2 years experience, want to get serious...

Discussion in 'Professional Trading' started by l2tradr, Mar 6, 2007.

  1. l2tradr

    l2tradr

    Hello all,

    I've registered on this board a while back and have done at least 2 hours of reading every day. With some exceptions, I've found this board to be THE most informative, no-nonsense board around. So thank you in advance :)

    A little background: I've been trading stocks only for the past 2 years, and have been mildly profitable thus far. 12% return in my first year, and 38% in the last. I've built myself back up after a 60% drawdown in the last year also (I should have never been in that position to begin with)

    What would you guys recommend for someone in my position as far as where to start building a proper strategy (precise, rather than emotion-based), what products to trade, etc.? I am able to commit 6 hours a day or so to trading, as I work evenings and am working on finishing my finance degree. I can dedicate approx. $40,000 to the markets right now, would like to not experience more than a 25% max drawdown.

    Thank you in advance, and I hope some of you can point me in the right direction.

    L2
     
  2. l2tradr

    l2tradr

    Anyone? :(
     
  3. keep building up your capital.. and dont blow it with the possibility of 60% drawdowns. There is no reason to enter trades that have a possibility of losing. And the only reason people do, is because they want to trade all the time.
     
  4. l2tradr

    l2tradr

    Do you suggest I stick with stocks or move to futures? I like the idea of traking 5-10 indexes as opposed to countless stocks, but I also realize that I will be up against much more experienced traders waiting to eat me alive...
     
  5. gnome

    gnome

    Except for leverage, futures are mostly the same as stocks or ETFs.

    There is nobody lurking to "eat you alive". The only enemy is within.
     
  6. l2tradr

    l2tradr

    As far as a strategy is concerned, could someone point me in the right direction? So far I've been basically a momentum trader, with most of my holdings being held between 1 day and 2 weeks. I'd be interested in a more rigid set of rules that would make my trading less instinctive and more structured. I find that my emotions get the best of me at times.
     
  7. tyler19

    tyler19

    All of these questions your asking are really dependent on the individual. One strategy might work great for me but not great for you, Bill might love trading futures but you might hate it.
     
  8. gnome

    gnome

    Your challenges are the same we all face. There are books and seminiars which purport to help with these.

    You're unlikely to find the kind of guidance you really want and will have to figure it out on your own.
     
  9. Consider making the "leap" to professional trading, getting yourself licensed, join a Firm that will allow use of $1million or more of their capital (with $25K of your risk money)...and then you can take part in strategies that actually work (pairs, opening only's, mergers, market making, etc.)...rather than the "pick a stock, or pick a market direction" kind of thing that most retail traders get themselves stuck in.

    www.stocktrading.com/training.html

    Don
     
  10. l2tradr

    l2tradr

    Thank you Don. Unfortunately, I'm based in Toronto, so no Vegas for me :) . I have considered joining Swifttrade on a part-time basis if they allow me (I don't care about the fact that I won't make money at the moment- I read all the bad reviews- I just want to learn more). I am in the process of getting licensed, I have completed my Canadian Securities Course already and working on finishing my finance degree. Other prop firms that I can think of in Toronto is Questrade, but I like the fact that I won't have to risk my own capital with Swift (although I'm unsure of how much I will learn if they primarily scalp).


= Problem statement =
Pictures are to be omitted, and every entry below is to be restated exactly.

* * * * * * * * *

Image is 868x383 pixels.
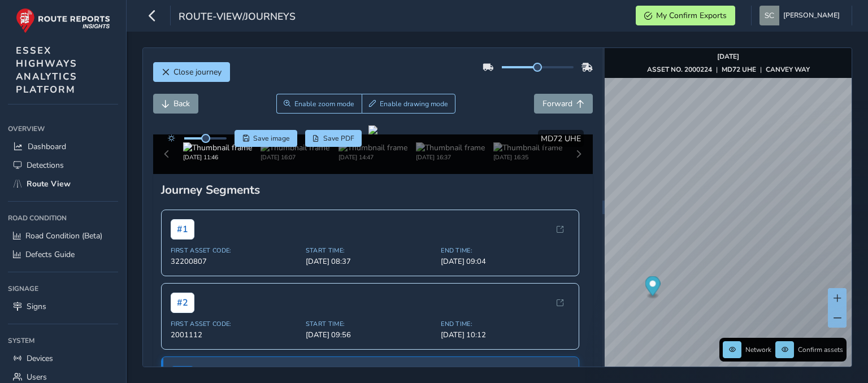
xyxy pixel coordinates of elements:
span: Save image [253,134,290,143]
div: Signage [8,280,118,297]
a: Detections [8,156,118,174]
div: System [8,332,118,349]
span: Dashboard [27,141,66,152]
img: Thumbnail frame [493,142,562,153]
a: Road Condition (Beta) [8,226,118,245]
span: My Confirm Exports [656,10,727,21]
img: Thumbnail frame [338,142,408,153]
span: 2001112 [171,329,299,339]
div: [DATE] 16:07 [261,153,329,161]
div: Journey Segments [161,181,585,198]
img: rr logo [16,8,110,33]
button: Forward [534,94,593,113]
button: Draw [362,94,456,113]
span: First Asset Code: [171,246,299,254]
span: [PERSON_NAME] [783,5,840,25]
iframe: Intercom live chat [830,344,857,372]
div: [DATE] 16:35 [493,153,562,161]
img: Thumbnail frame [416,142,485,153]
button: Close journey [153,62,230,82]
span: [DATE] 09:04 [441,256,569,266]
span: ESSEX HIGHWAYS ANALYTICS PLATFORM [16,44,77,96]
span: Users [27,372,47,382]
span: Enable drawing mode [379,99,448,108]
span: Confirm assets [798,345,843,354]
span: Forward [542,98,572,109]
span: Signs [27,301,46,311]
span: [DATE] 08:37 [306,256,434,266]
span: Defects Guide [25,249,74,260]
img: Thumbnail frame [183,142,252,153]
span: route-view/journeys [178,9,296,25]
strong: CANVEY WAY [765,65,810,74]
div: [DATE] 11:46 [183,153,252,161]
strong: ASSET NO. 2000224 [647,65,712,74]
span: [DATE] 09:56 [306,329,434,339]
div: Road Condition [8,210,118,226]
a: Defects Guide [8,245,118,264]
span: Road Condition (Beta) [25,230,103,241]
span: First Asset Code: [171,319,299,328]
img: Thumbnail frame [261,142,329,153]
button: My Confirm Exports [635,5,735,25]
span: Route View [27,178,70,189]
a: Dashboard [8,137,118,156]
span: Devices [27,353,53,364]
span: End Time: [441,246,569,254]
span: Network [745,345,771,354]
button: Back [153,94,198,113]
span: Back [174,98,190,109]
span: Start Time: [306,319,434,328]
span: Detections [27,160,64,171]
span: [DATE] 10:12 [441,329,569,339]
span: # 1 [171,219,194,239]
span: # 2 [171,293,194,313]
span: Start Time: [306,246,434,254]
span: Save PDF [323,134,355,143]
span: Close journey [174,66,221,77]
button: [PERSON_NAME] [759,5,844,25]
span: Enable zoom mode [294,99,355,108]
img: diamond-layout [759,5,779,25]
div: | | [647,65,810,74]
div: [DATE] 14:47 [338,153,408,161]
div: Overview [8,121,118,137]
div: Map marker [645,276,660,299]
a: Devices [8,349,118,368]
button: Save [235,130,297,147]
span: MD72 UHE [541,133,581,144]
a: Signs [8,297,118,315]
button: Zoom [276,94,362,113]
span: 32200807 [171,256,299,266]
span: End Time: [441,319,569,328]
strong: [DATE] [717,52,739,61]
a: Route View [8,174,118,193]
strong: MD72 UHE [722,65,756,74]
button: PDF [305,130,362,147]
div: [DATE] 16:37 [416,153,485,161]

* * * * * * * * *

= Response area =
Image is 868x383 pixels.
xyxy pixel coordinates of elements:
span: Save image [253,134,290,143]
div: Signage [8,280,118,297]
a: Detections [8,156,118,174]
div: System [8,332,118,349]
span: Dashboard [27,141,66,152]
img: Thumbnail frame [493,142,562,153]
a: Road Condition (Beta) [8,226,118,245]
span: My Confirm Exports [656,10,727,21]
img: Thumbnail frame [338,142,408,153]
span: 2001112 [171,329,299,339]
div: [DATE] 16:07 [261,153,329,161]
div: Journey Segments [161,181,585,198]
img: rr logo [16,8,110,33]
button: Forward [534,94,593,113]
button: Draw [362,94,456,113]
span: First Asset Code: [171,246,299,254]
span: [PERSON_NAME] [783,5,840,25]
iframe: Intercom live chat [830,344,857,372]
div: [DATE] 16:35 [493,153,562,161]
img: Thumbnail frame [416,142,485,153]
button: Close journey [153,62,230,82]
span: [DATE] 09:04 [441,256,569,266]
span: ESSEX HIGHWAYS ANALYTICS PLATFORM [16,44,77,96]
span: Users [27,372,47,382]
span: Enable drawing mode [379,99,448,108]
span: Confirm assets [798,345,843,354]
span: Forward [542,98,572,109]
span: Signs [27,301,46,311]
span: [DATE] 08:37 [306,256,434,266]
span: Defects Guide [25,249,74,260]
img: Thumbnail frame [183,142,252,153]
span: route-view/journeys [178,9,296,25]
strong: CANVEY WAY [765,65,810,74]
div: [DATE] 11:46 [183,153,252,161]
strong: ASSET NO. 2000224 [647,65,712,74]
span: [DATE] 09:56 [306,329,434,339]
div: Road Condition [8,210,118,226]
a: Defects Guide [8,245,118,264]
span: Road Condition (Beta) [25,230,103,241]
span: First Asset Code: [171,319,299,328]
img: Thumbnail frame [261,142,329,153]
button: My Confirm Exports [635,5,735,25]
span: Route View [27,178,70,189]
a: Dashboard [8,137,118,156]
span: Devices [27,353,53,364]
span: End Time: [441,246,569,254]
span: Network [745,345,771,354]
button: Back [153,94,198,113]
span: Back [174,98,190,109]
span: Start Time: [306,319,434,328]
span: Detections [27,160,64,171]
span: [DATE] 10:12 [441,329,569,339]
span: # 1 [171,219,194,239]
span: # 2 [171,293,194,313]
span: Start Time: [306,246,434,254]
span: Save PDF [323,134,355,143]
span: Close journey [174,66,221,77]
button: [PERSON_NAME] [759,5,844,25]
span: Enable zoom mode [294,99,355,108]
img: diamond-layout [759,5,779,25]
div: | | [647,65,810,74]
div: [DATE] 14:47 [338,153,408,161]
div: Overview [8,121,118,137]
div: Map marker [645,276,660,299]
a: Devices [8,349,118,368]
button: Save [235,130,297,147]
span: MD72 UHE [541,133,581,144]
a: Signs [8,297,118,315]
button: Zoom [276,94,362,113]
span: 32200807 [171,256,299,266]
span: End Time: [441,319,569,328]
strong: [DATE] [717,52,739,61]
a: Route View [8,174,118,193]
strong: MD72 UHE [722,65,756,74]
button: PDF [305,130,362,147]
div: [DATE] 16:37 [416,153,485,161]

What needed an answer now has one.